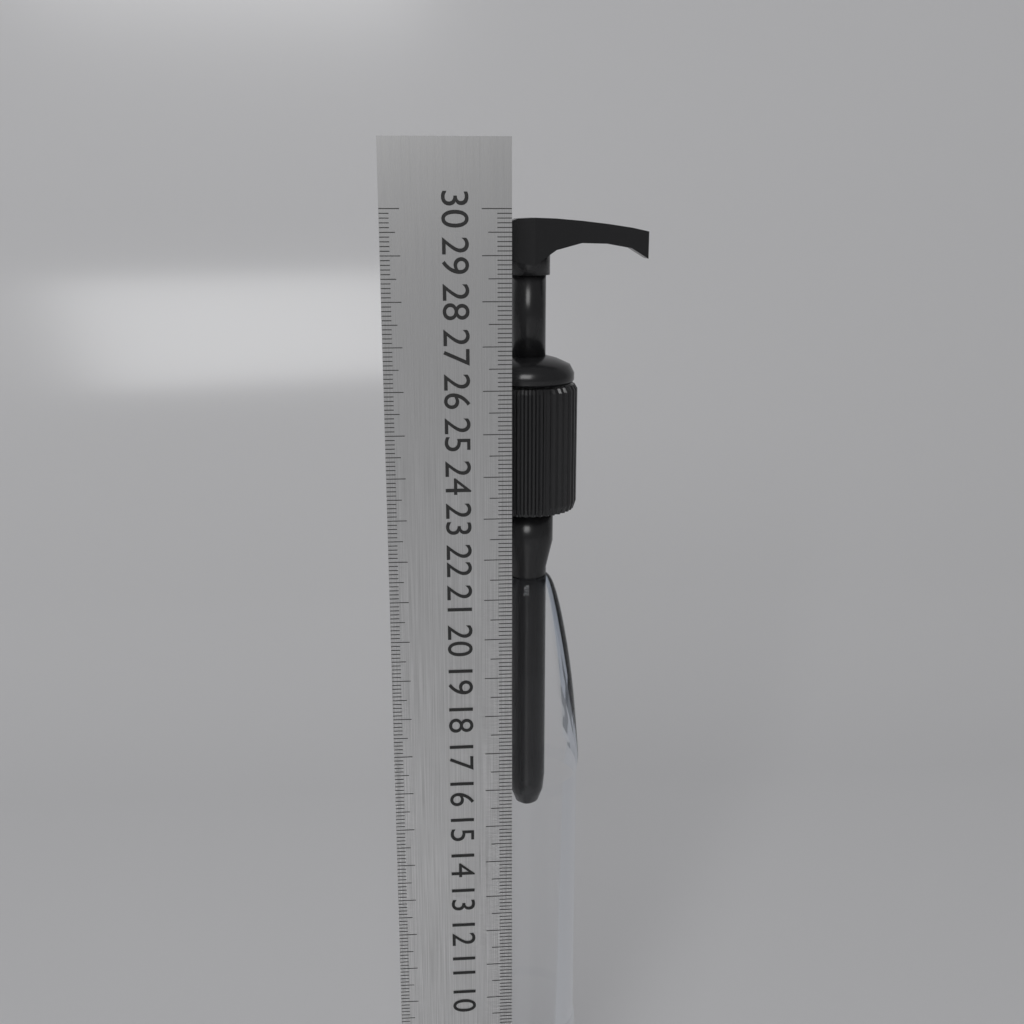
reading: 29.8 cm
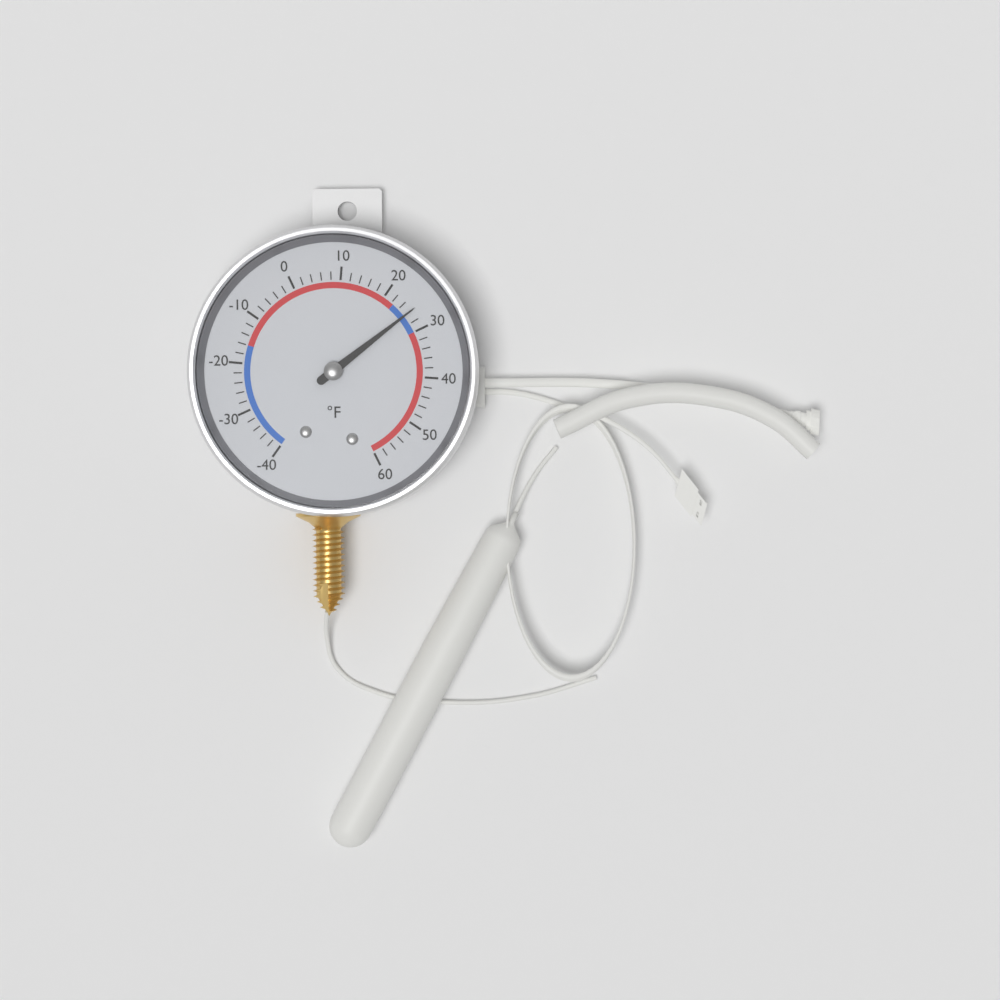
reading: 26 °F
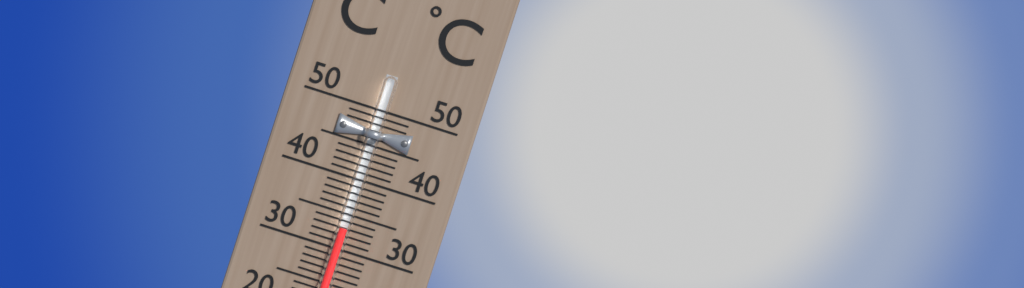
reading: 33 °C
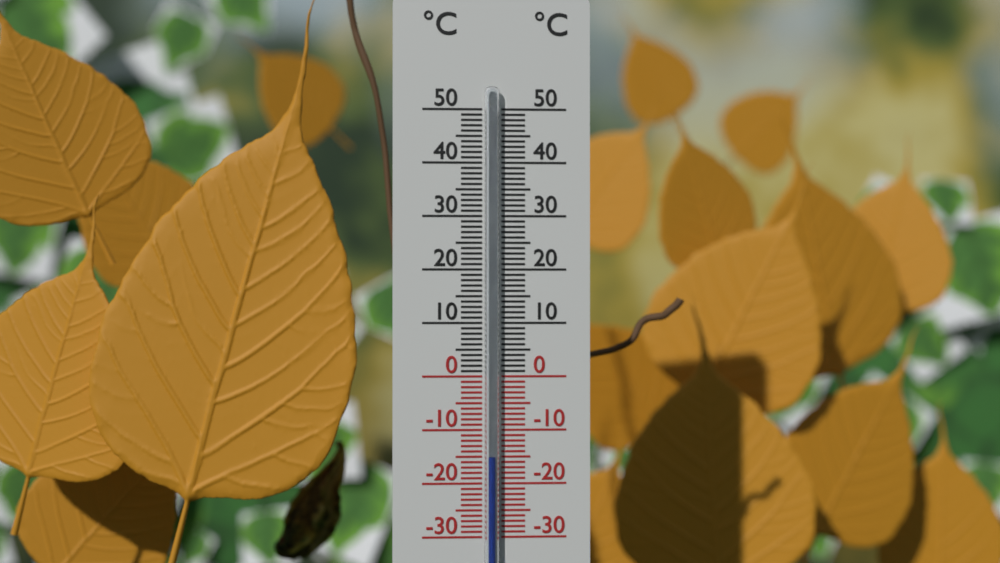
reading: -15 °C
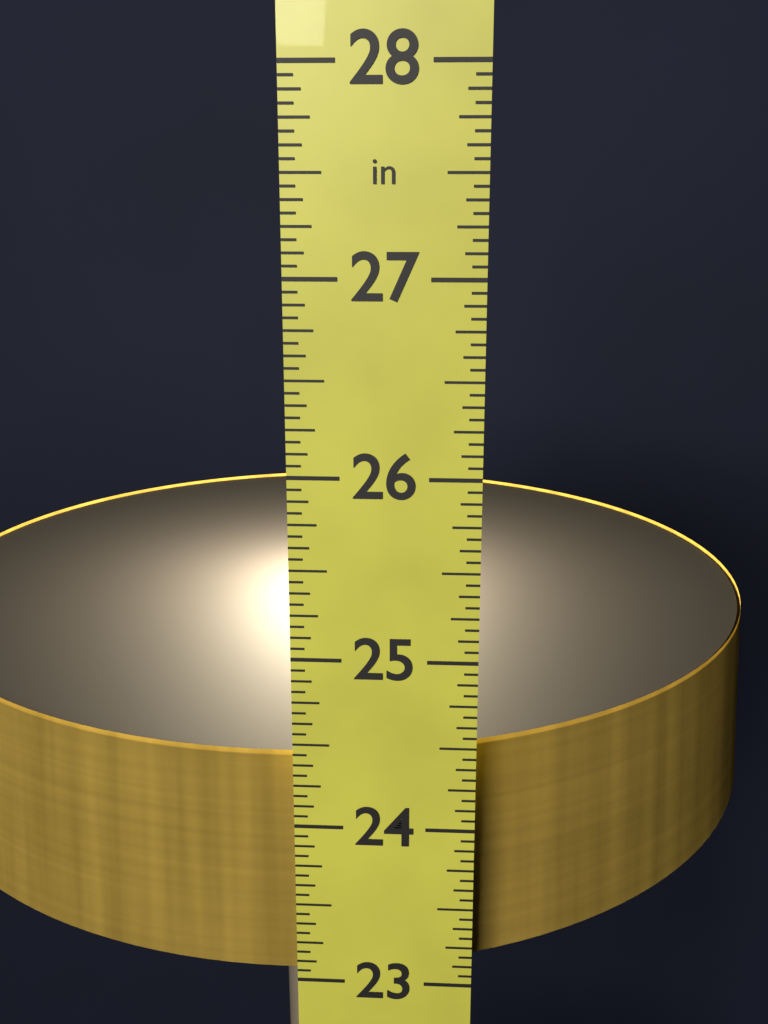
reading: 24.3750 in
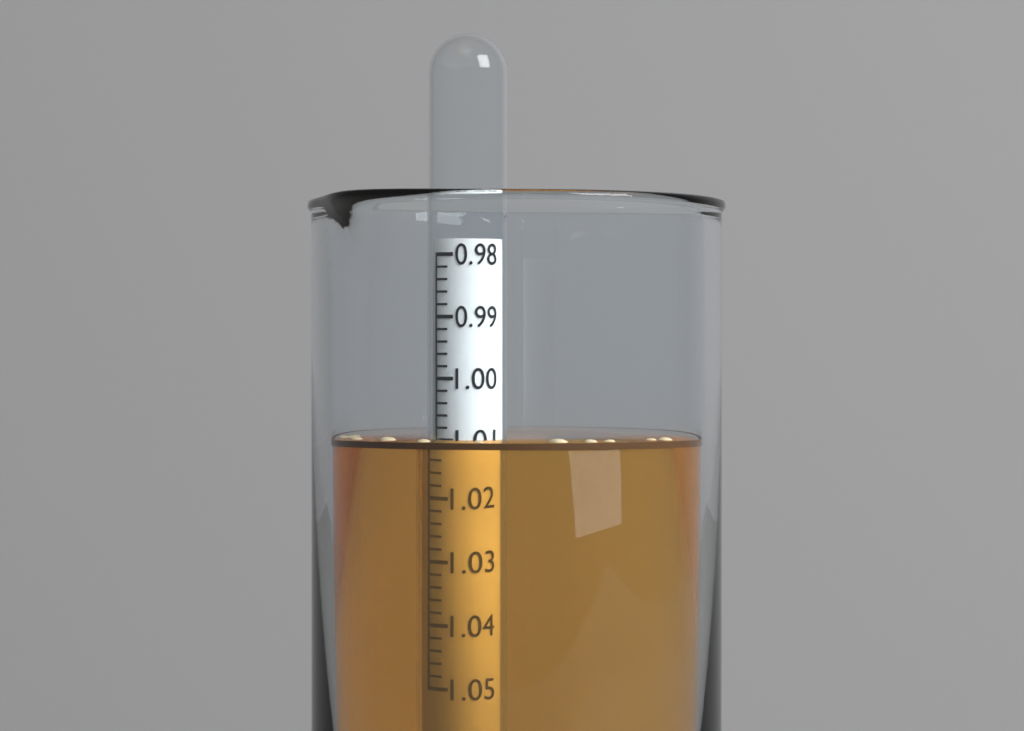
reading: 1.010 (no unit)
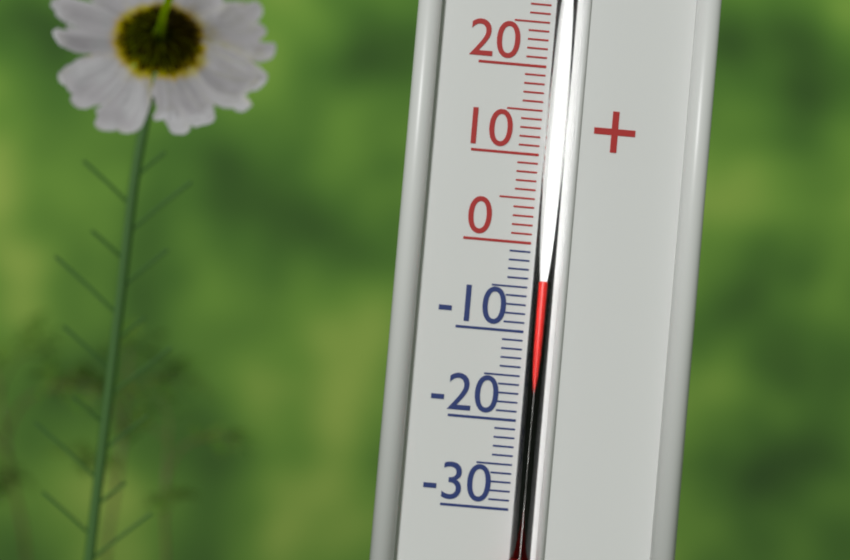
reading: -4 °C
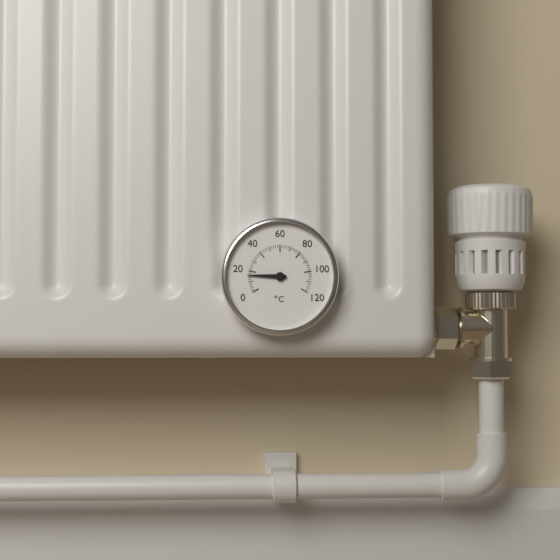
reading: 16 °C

• [PROBLEM DETAILS]: Leave out the pictures, then return every line of the data exactly.

• [WRITTEN RESPONSE]:
reading: 29.8 cm
reading: 26 °F
reading: 33 °C
reading: -15 °C
reading: 24.3750 in
reading: 1.010 (no unit)
reading: -4 °C
reading: 16 °C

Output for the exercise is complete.